Photo: Ocean Malandra

A Colombian Boxing Legend Now Dishes Fish and Aphrodisiacs at His Iconic Cartagena Restaurant

Colombia Cartagena Restaurants + Bars Food + Drink
by Ocean Malandra Aug 6, 2021

Eating well is half the secret to a long, happy, and healthy life for Bonifacio Ávila Berrío, known in Cartagena, Colombia, as simply “El Bony.” The other half is staying as physically fit as a fiddle.

“I get up with the sun and come into the beach from my barrio to train every day,” Berrío tells me one weekday afternoon on the patio of his restaurant, Kiosko El Bony, which sits on the sand of Bocagrande Beach in front of Cartagena’s Hotel Caribe. At 72 years old, this former Colombian world championship boxer looks as nimble as many people in their 20s and 30s, and his speech is peppered with jokes and puns that show his mind is in top shape as well.

“When I was about 28 years old, a friend of mine said to me, ‘Right now it’s all good, but once you pass 38 years old, being a boxer is not really going to work anymore!’” Berrío says as he explains why a boxing champion at the height of his career decided to open a seafood restaurant well before he retired.

Now nearly four decades old, the restaurant is a true Cartagena icon, and one of the most highly recommended places to eat in the city.

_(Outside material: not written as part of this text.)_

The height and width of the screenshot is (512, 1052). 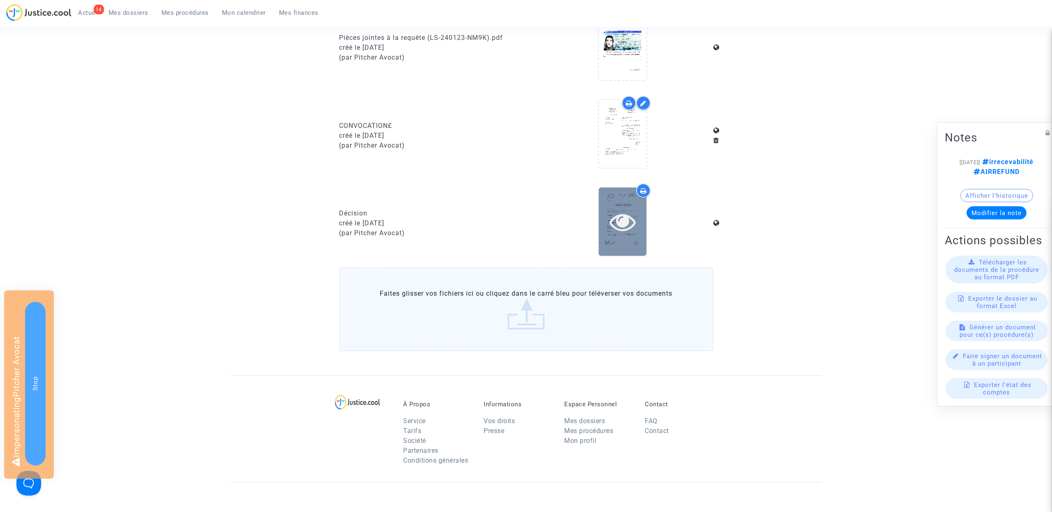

That’s no small feat with Cartagena being known as a food capital of Latin America. Visitors leave rave reviews for Kiosky el Bony and the locals swear by the potency of his “aphrodisiac” seafood cazuelas (stews).

“The cazuela aphrodisiaco is very strong,” Berrío explains. “It’s full of nutrients like phosphorus that give you energy and stamina. A lot of people come here just for that. They ask for the cazuela aphrodisiaco and then they leave ready to rumble.”

Bursting with shrimp, mussels, clams, and crab, the cazuela is also infused with herbs and spices that Berrío claims is the “authentic” way to do this Caribbean coast specialty, unlike the watered-down versions you get at most of the tourist-oriented restaurants in town. For Berrío, eating power-packed food like this was one of the keys to his success as a boxer, a career that he began in Cartagena in the early 1970s.

Born in Colombia’s Caribbean department of Sucre, which lies just south of Cartagena, Berrío knew he wanted to be a boxer since he was a little kid. He came to Cartagena to learn from “El Chico de Hierro” (The Iron Kid), who was a famous boxing trainer that took the young Berrío under his wing. Berrío survived by selling mangos on the beach by day and fishing under the Manga bridge by night, and in between, he quickly became a local boxing legend. Locals say that one of the ways he trained is by chasing and catching iguanas, much like how Rocky Balboa trained by chasing chickens in the Hollywood movie.

Berrío’s big break came when Puerto Rican boxing legend Nelson Lasalle came to Cartagena, and the two squared off in front of a packed crowd in Cartagena’s historic bullfighting ring Plaza de Toros. Berrío knocked Lasalle out cold in the sixth round. The victory changed his life forever.

“Not long after that fight, I went to Germany to box in the Olympics,” Berrío recalls. “And later I went to England, to South Africa, and to Canada.” All in all, Bony fought 34 matches as the middle-weight champion of Colombia. He retired from boxing in 1978 to his beachfront restaurant, where you’ll still find him overseeing operations seven days a week.

“I had worked a lot in my younger years, including right here on this beach,” Berrío says, gesturing to the golden sands and packed chairs of the Bocagrande beach. The ancient domes and spires of Cartagena’s Old City lie shimmering in the distance across the water.. “So I was happy and content to come back to the beach.”

No stranger to the sea himself, Berrío used to have his own team of a half dozen fishermen that supplied the restaurant with freshly caught fare every day. But nowadays, he says it’s easier to just hit the massive Bazurto market in the morning, where local boats show up after hours of pre-dawn fishing with nets bursting full of local species like pargo rojo (red snapper), lebranche (mullet) and sierra (swordfish).

It’s perhaps this dedication to fresh and healthy ingredients — equal to his dedication to boxing that catapulted him from the streets of Cartagena to national champ, that is behind Berrío’s success as a restaurateur. There’s nothing fancy about Kiosko el Bony. In fact, it looks like something out of the Jersey Shore with its Formica tables and simple chairs. But once the food comes steaming out of the kitchen, that’s where everyone’s attention goes.

Even on this weekday afternoon, the place is packed both inside and outside, both in the dining room and out on the patio. Waiters and cooks rush around, many of them Berrío’s family members, and all of them with a similar wry sense of humor that attempts to turn everything into an innocent, but often pertinent, joke.

“Those who don’t come to my restaurant,” Berrío says laughing, “well, to tell the truth, it’s like they never really came to Cartagena.”